Heartbroken

“In the end, I realized the love never turned to hate. No matter how my emotions led me to feel so, I never stopped loving people. I stopped trusting them.” — Morgan Richard Olivier

It’s Saturday, my husband’s birthday, and I’m sitting here in my pajamas with my coffee and our cat, and I’m trying really hard not to fall apart.

On Tuesday, American re-elected trump as president. Despite his 39 felony convictions, despite his failings during his first term which resulted in two impeachments, despite being a rapist, despite his despicably misogynistic and racist ways, over half of the American people cast their vote for him.

My emotions overwhelm me on normal days, but right now, they’re a crashing tsunami of despair, fear, and dread, and I am trying to keep breathing while I ride them out.

This video helped me, so I thought I’d share it here.

The thing is, this election was carried on the shoulders of white Christian men and women. Eighty-one percent of all evangelical Christians voted for trump. Typing that out, my heart reacts by pounding harder. I grew up in a segregated Texas town surrounded by evangelical Christians. We attended the same Sunday school classes every weekend. We went to the same camps, the same vacation Bible schools, and yet here they are, siding with hate.

The 2016 election broke my heart. I remember the following morning, my friends calling me, sobbing because we all understood what his taking office would mean. It gave people license to openly bully us. It made our daily lives less safe.

And it was devastating. Then when Joe Biden won in 2020, trump incited an insurrection. His followers stormed the White House, destroying and vandalizing things along the way, all while the world (and us) watched in horror. They built a gallows for Vice President Mike Pence all because he wouldn’t go along with them.

Yet even still, people in America — our neighbors and coworkers, some family and friends — chose trump. They chose him.

In doing so, they have revealed that human decency, ethical responsibility, showing empathy, caring for others, being honest and accepting — all of those things their Jesus preached for us to uphold — mean nothing.

It’s an absolute betrayal.

And so what are we supposed to do now? Now that we know that when it really comes down to it, when the choice must be made, they will absolutely sacrifice their neighbors of color, the members of the LGBTQ community, their wives, daughters, sisters and nieces, all for the false promise of cheaper gas and groceries.

I was raised to put people over possessions, to value living things over money, to care for our neighbors no matter who they love or where they come from.

We attended the same church.

But then I remember… when we were children, there was a boy in our school named Brian Stringer. He was overweight, and his family was poor, and so they bullied him. Day after day, they made his life hell until 9th grade when he finally ended it and pulled the trigger.

On its own, that was a tragedy. But what haunts me to this day is how many of those people who gleefully taunted and bullied that boy went to his funeral just because it meant they got to get out of school for a day.

Here we are, 35 years later. Those people who used a classmate’s suicide as a free pass to cut class have elected trump as president. They want to take America back. They want to make it great again.

One day after the election, this happened in our hometown, on my alma mater’s campus:

Is this what they want? Do they view women as property? Do they want members of the LGBTQ community to go back into the closet? To conform to their brand of Christianity?

My privilege as a white woman once allowed me to live in a sheltered world. Despite multiple sexual assaults in my early childhood (at the hands of three separate white Christian men), I still clung to the notion that humans are basically good, that when it comes down to it, people will choose love, they will uplift a struggling neighbor, they will come together to build a better world.

Now I sit with these broken pieces, and I am forced to confront the fact that I have been catastrophically wrong about humanity. I have to acknowledge that the majority of people are selfish. They are unkind. They will step over a suffering person in the street, and they will vote for a leader who will scapegoat our neighbors to protect their supporters’ money.

The thing is, I love our hometown. I love San Marcos so much. My family is here, my alma mater, my job, my friends. I don’t want to leave, but I don’t feel safe. I am bursting with pride over my son and the person he is becoming, but I fear that talking about him too loudly will make him into a target, so I have to stifle this great joy because my priority is to keep him safe.

So where do we go from here? Do I abandon this dream of a safer, brighter world for all of humanity? Do I dress these fears in an armor of anger to protect this heart, which — despite it being broken — is still the best part of me?

The day after the election, my son called, and though he’s far younger, he possesses this wealth of well wisdom beyond his years. I asked what our plans are, and he said, “We will focus on doing what we can to keep each other safe.”

I guess it really is that simple. We won’t give up, but we won’t so easily trust. Because we know now what we’re up against. We see the leopard now, and we know it will absolutely eat our face.

The world’s a little bleaker. Our family circle is drawn a little tighter. But we will fight, and we will hope, and we will keep each other safe.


**Task details**
Please tally the lines in the records that include the word "DIAMETER" and answer with the bare number.

(Entries supplied)

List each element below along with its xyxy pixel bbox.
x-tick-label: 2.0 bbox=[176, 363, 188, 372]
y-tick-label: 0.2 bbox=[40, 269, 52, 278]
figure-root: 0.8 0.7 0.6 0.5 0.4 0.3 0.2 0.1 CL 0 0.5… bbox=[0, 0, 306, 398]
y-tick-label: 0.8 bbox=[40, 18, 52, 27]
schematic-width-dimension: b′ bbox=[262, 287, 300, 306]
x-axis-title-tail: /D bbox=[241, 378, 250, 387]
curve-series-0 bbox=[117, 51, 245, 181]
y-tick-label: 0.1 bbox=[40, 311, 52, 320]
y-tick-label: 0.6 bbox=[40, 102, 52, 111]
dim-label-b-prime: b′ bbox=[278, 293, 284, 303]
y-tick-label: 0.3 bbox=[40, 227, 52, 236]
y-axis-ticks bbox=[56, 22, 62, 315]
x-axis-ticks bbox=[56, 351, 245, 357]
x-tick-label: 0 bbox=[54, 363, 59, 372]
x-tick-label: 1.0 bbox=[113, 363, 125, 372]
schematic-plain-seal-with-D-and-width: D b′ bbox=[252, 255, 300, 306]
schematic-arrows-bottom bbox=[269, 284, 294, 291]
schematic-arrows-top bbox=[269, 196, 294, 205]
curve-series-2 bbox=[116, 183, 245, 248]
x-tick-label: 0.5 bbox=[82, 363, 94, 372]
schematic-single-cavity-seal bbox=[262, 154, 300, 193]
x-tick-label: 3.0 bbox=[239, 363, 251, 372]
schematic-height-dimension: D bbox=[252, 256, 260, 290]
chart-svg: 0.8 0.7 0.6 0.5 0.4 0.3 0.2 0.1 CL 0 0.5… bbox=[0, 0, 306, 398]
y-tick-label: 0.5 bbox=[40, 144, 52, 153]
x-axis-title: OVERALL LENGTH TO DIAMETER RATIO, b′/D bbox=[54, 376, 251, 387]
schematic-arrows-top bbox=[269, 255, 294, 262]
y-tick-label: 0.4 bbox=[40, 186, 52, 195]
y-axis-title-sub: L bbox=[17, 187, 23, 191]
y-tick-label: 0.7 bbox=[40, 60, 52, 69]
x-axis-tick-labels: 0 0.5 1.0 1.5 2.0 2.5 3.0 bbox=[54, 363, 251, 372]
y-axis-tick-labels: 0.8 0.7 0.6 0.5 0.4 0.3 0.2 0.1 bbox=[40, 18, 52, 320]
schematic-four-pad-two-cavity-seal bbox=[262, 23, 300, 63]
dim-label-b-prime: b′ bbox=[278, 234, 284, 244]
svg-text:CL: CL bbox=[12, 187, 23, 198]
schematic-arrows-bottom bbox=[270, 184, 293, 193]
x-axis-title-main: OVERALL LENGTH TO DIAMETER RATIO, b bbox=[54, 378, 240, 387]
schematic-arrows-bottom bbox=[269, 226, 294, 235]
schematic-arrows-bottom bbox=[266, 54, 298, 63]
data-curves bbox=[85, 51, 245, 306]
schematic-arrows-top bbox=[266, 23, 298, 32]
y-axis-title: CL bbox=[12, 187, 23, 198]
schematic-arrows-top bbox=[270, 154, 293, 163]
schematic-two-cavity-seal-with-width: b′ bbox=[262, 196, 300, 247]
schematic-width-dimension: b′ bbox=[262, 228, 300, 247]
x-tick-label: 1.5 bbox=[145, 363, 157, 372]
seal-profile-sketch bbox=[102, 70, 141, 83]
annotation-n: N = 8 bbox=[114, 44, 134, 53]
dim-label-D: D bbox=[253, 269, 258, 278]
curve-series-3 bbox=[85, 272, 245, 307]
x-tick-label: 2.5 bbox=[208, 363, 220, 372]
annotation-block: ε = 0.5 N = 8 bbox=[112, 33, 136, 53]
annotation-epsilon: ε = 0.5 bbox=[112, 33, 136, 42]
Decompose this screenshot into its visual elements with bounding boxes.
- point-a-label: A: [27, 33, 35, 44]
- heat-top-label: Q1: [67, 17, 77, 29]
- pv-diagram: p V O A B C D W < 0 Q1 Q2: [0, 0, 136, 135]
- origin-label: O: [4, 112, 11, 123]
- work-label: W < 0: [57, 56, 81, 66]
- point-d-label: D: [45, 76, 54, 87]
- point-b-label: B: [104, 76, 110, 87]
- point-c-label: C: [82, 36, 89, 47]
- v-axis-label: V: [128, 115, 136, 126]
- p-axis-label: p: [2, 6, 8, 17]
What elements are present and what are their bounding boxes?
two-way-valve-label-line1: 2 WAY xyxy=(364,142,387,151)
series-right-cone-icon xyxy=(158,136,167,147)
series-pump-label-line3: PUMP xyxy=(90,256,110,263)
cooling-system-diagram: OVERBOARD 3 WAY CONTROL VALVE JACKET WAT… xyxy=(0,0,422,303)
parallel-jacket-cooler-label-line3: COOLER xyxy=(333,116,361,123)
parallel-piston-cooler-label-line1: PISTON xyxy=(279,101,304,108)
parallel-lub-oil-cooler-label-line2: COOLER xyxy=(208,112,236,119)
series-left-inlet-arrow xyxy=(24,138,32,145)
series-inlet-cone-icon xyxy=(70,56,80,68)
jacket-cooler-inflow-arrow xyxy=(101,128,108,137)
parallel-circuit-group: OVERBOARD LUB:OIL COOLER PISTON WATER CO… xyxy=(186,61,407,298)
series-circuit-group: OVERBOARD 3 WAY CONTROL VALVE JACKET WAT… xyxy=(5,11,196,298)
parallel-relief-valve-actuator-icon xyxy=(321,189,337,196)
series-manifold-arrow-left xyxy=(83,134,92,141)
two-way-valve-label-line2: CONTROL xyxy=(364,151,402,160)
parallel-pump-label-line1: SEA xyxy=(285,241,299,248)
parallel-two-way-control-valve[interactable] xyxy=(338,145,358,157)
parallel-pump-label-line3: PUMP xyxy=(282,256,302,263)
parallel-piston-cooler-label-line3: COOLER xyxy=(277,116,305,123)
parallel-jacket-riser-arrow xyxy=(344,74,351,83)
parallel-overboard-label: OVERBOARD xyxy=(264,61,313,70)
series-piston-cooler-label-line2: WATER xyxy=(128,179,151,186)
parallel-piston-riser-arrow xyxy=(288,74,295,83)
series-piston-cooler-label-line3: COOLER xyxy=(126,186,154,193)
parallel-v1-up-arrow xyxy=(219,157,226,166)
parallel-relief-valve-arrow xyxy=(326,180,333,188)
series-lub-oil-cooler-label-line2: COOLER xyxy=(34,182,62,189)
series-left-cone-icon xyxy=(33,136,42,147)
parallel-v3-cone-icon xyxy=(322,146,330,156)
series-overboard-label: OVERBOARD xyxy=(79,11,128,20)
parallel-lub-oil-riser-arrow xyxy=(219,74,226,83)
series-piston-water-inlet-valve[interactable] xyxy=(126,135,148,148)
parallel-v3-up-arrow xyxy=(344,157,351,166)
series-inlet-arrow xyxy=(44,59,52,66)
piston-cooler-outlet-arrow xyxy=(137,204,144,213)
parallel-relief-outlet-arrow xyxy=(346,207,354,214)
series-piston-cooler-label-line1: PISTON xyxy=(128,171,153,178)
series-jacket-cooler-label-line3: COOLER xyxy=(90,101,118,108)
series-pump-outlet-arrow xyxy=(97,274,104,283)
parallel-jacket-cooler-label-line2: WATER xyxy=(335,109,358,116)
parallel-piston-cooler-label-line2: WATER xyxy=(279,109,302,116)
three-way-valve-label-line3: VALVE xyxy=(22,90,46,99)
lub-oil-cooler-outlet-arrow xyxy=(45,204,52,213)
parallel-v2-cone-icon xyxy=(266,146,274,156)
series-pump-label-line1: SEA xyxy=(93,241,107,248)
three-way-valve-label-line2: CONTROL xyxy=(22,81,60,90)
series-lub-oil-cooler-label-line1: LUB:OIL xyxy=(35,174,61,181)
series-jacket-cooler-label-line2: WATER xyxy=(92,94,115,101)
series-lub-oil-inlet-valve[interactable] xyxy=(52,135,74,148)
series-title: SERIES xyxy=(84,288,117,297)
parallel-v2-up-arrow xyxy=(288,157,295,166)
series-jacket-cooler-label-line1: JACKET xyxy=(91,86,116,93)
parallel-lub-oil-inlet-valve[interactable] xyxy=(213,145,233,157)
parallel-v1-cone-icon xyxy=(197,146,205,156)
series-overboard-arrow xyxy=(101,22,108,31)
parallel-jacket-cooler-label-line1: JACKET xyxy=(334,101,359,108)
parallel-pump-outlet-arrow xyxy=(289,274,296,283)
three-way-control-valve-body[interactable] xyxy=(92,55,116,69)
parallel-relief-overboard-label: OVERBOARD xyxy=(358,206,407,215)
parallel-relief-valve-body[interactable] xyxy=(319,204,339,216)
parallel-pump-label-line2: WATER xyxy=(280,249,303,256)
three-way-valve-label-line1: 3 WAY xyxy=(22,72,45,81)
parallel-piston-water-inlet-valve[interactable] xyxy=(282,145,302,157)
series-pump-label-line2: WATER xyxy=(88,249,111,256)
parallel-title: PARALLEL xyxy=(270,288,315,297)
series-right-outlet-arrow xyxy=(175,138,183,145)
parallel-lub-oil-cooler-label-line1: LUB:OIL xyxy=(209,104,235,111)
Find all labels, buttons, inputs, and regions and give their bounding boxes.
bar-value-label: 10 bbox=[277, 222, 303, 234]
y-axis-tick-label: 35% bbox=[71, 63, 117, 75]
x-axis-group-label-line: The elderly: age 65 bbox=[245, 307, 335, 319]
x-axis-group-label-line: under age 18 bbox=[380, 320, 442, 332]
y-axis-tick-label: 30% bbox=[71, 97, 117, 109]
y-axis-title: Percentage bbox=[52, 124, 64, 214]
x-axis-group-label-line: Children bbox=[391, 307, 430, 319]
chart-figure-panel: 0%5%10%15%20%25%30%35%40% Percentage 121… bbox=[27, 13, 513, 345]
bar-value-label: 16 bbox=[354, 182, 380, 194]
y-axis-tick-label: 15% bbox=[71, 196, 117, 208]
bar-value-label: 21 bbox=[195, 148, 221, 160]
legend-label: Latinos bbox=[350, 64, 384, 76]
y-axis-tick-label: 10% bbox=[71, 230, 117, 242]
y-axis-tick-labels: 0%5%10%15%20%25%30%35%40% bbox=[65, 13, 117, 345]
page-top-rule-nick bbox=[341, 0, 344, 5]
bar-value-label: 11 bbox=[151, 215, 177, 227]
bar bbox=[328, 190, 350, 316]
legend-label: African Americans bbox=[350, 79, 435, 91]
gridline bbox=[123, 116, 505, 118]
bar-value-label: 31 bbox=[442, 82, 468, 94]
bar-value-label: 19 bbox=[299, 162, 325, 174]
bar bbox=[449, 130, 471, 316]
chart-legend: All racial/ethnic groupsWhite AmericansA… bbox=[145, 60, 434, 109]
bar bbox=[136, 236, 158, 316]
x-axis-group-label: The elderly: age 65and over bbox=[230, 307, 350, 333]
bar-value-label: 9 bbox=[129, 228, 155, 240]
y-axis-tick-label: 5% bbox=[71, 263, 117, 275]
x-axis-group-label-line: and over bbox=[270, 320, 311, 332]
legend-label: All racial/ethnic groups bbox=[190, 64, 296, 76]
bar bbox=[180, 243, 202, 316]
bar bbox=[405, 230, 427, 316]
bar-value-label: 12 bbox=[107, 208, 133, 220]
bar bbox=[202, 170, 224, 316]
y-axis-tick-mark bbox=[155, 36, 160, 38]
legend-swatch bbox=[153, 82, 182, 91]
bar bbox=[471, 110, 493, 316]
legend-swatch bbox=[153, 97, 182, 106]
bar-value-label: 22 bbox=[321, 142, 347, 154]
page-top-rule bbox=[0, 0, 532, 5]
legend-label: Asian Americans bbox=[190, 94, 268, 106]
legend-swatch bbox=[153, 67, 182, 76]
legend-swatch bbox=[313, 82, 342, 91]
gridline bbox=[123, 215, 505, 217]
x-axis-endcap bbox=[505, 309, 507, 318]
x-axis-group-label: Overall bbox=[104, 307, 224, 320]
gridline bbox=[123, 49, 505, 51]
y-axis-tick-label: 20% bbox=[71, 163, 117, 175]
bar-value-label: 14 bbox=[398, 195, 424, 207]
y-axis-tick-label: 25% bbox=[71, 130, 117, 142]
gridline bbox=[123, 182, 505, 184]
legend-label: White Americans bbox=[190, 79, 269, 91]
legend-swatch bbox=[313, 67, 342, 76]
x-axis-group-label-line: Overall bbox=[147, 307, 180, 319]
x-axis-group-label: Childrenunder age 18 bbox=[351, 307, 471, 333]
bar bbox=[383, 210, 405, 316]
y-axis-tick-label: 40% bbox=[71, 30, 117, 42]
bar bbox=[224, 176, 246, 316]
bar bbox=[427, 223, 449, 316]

(End Entries supplied)

**Written response**
2